STEVENUCCIA/WIKIMEDIA COMMONS
STEVENUCCIA/WIKIMEDIA COMMONS
The decision yesterday by the Guggenheim Museum to pull from a forthcoming exhibition of recent Chinese art three works deploying animals was the correct one. But it was made for the wrong reason.
In stating that it was withdrawing the works by Huang Yong Ping, Xu Bing, and the team Sun Yuan and Peng Yu “out of concern for the safety of its staff, visitors and participating artists,” the museum blundered in two ways:
First, it appears to have prevaricated. When pressed by a New York Times reporter about whether police were called in response to a threat, a museum spokesman demurred, saying only: “The tone in both the petition comments and the social media postings, calls and emails was markedly different from what we’ve seen before and required us to take the threats very seriously.” That comment makes one wonder if any specific threat was actually made and if staff and visitors were in any actual danger. Indeed, the Guggenheim—like most schools, synagogues, mosques, courthouses, and other public institutions—has protocols for dealing with threats. In asserting that it was withdrawing the three artworks because of the “tone” of complaints, the museum was in effect saying that it was willing to pull any work on exhibition if sufficiently pressed to do so. Rather than admit error, the Guggenheim articulated a new exhibition policy that is both untenable and timorous.
Second, it insulted more than 600,000 petitioners by framing the matter as one of free expression instead of ethics and aesthetics. The museum posted on its website the following statement of discomposure: “As an arts institution committed to presenting a multiplicity of voices, we are dismayed that we must withhold works of art. Freedom of expression has always been and will remain a paramount value of the Guggenheim.”
Freedom of expression has nothing to do with it. The online petitions included hundreds (if not thousands) of professional artists, critics, and art historians, as well as tens of thousands of sophisticated museum-goers. These are not folks prone to taking offense at edgy works of art. What they have found disturbing is a highly-respected institution showing an artwork that includes animals expected to die or be killed in the course of exhibition (Huang Yong Ping’s Theater of the World, 1993), and videotapes of artworks that feature animal use, abuse, and torture. No other word than torture can describe Sun Yuan and Peng Yu’s Dogs That Cannot Touch Each Other (2003). Xu Bing’s A Case Study of Transference (1994), consisting of a pair of confined, copulating pigs, their bodies painted with jumbled marks and letters, is only slightly more benign; the manhandling of the animals must have been terrifying for them. This treatment of animals clearly violates guidelines established by the College Art Association, the largest organization of art professionals in the world. It is also trite in the extreme. For what is more shopworn than human domination or killing of non-human animals?
This is not the first time that artworks have been withdrawn from an exhibition because of an outcry over animal cruelty. In March 2008, the San Francisco Art Institute shuttered a show of videos and other works by Adel Abdessemed’s called “Don’t Trust Me.” The most objectionable work was a video loop of animals being bludgeoned to death with a sledgehammer while tied to a brick wall. (The circumstances of the slaughter remain murky, but by the artists own account he appears to have bought the animals in order to have them killed.) That exhibition, curated by Hou Hanru was similarly closed after a huge public outcry. (He is currently the consulting curator for the Robert H. N. Ho Family Foundation Chinese Art Initiative at the Guggenheim.) In the SFAI case, too, museum officials claimed “dozens of threatening phone calls” as the reason for closure. The Art Institute’s president, Chris Bratton, issued an additional statement that said, “We remain committed to freedom of speech as fundamental to this institution, but we have to take people’s safety very seriously.” The Guggenheim apparently read from the same public-relations script.
The Guggenheim’s withdrawal of the three works is the right decision. But shouldn’t museum members, visitors, and observers be given a more complete explanation for the initial inclusion and eventual withdrawal of these three dubious artworks? Isn’t the initiation of such a dialogue with its public an essential part of the Guggenheim’s educational function?
The foregoing is an op-ed piece and, as such, represents the views of its writer rather than the institutional views of ARTnews.
Stephen F. Eisenman is a professor of art history at the Northwestern University in Evanston, Illinois, and cofounder of the Anthropocene Alliance, a nonprofit that educates and organizes individuals and communities harmed by environmental abuse and climate change. He is the author of The Cry of Nature: Art and the Making of Animal Rights (Reaktion, 2014), The Ghosts of Our Meat (DAP, 2015), and William Blake and the Age of Aquarius (Princeton, 2017).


* _BRIEF_: For each line below with the word "ffffff", write out a copy.

[Dataset rows about figures]
-----

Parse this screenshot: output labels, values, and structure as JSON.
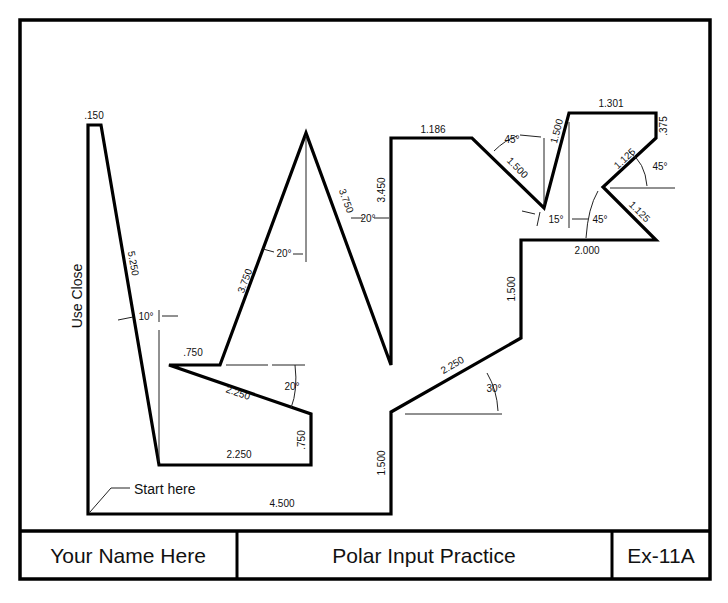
{
  "title_block": {
    "name": "Your Name Here",
    "title": "Polar Input Practice",
    "exercise": "Ex-11A"
  },
  "notes": {
    "use_close": "Use Close",
    "start_here": "Start here"
  },
  "dimensions": {
    "d_150": ".150",
    "d_5250": "5.250",
    "a_10": "10°",
    "d_750_top": ".750",
    "d_3750_left": "3.750",
    "a_20_apex": "20°",
    "d_3750_right": "3.750",
    "a_20_right": "20°",
    "d_3450": "3.450",
    "d_1186": "1.186",
    "a_45_top": "45°",
    "d_1500_diag": "1.500",
    "d_1500_steep": "1.500",
    "a_15": "15°",
    "d_1301": "1.301",
    "d_375": ".375",
    "d_1125_upper": "1.125",
    "a_45_right": "45°",
    "d_1125_lower": "1.125",
    "a_45_lower": "45°",
    "d_2000": "2.000",
    "d_1500_mid": "1.500",
    "d_2250_slope": "2.250",
    "a_30": "30°",
    "d_2250_incline": "2.250",
    "a_20_incline": "20°",
    "d_750_right": ".750",
    "d_2250_bottom": "2.250",
    "d_1500_bottom": "1.500",
    "d_4500": "4.500"
  }
}
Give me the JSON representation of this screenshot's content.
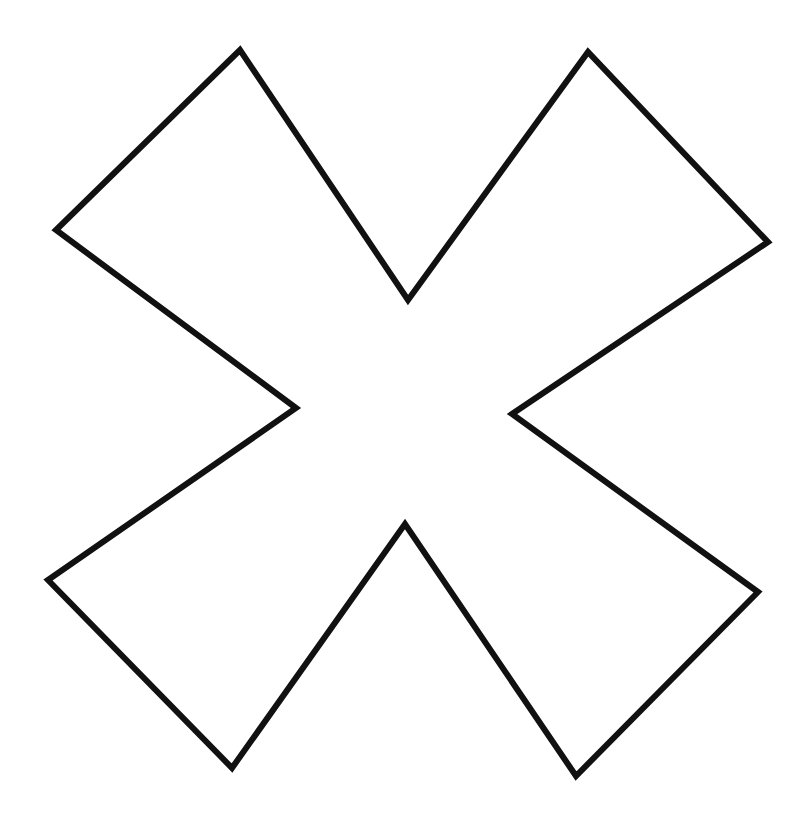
{
  "canvas": {
    "width": 807,
    "height": 828,
    "background": "#ffffff"
  },
  "shape": {
    "name": "cross-x-outline",
    "stroke": "#111111",
    "stroke_width": 6,
    "fill": "#ffffff",
    "points": [
      [
        240,
        50
      ],
      [
        408,
        300
      ],
      [
        588,
        52
      ],
      [
        768,
        242
      ],
      [
        512,
        414
      ],
      [
        758,
        592
      ],
      [
        576,
        776
      ],
      [
        405,
        524
      ],
      [
        232,
        768
      ],
      [
        48,
        580
      ],
      [
        296,
        408
      ],
      [
        56,
        230
      ]
    ]
  }
}
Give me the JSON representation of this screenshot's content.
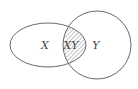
{
  "diagram": {
    "type": "venn",
    "sets": [
      {
        "id": "X",
        "label": "X",
        "shape": "ellipse"
      },
      {
        "id": "Y",
        "label": "Y",
        "shape": "circle"
      }
    ],
    "intersection": {
      "label": "XY",
      "fill": "hatched"
    },
    "colors": {
      "stroke": "#6b6b6b",
      "text": "#444444",
      "hatch": "#8a8a8a",
      "background": "#ffffff"
    }
  }
}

-----

* _ANSWER AREA_:
    "background": "#ffffff"
    "fill": "#ffffff",
      "background": "#ffffff"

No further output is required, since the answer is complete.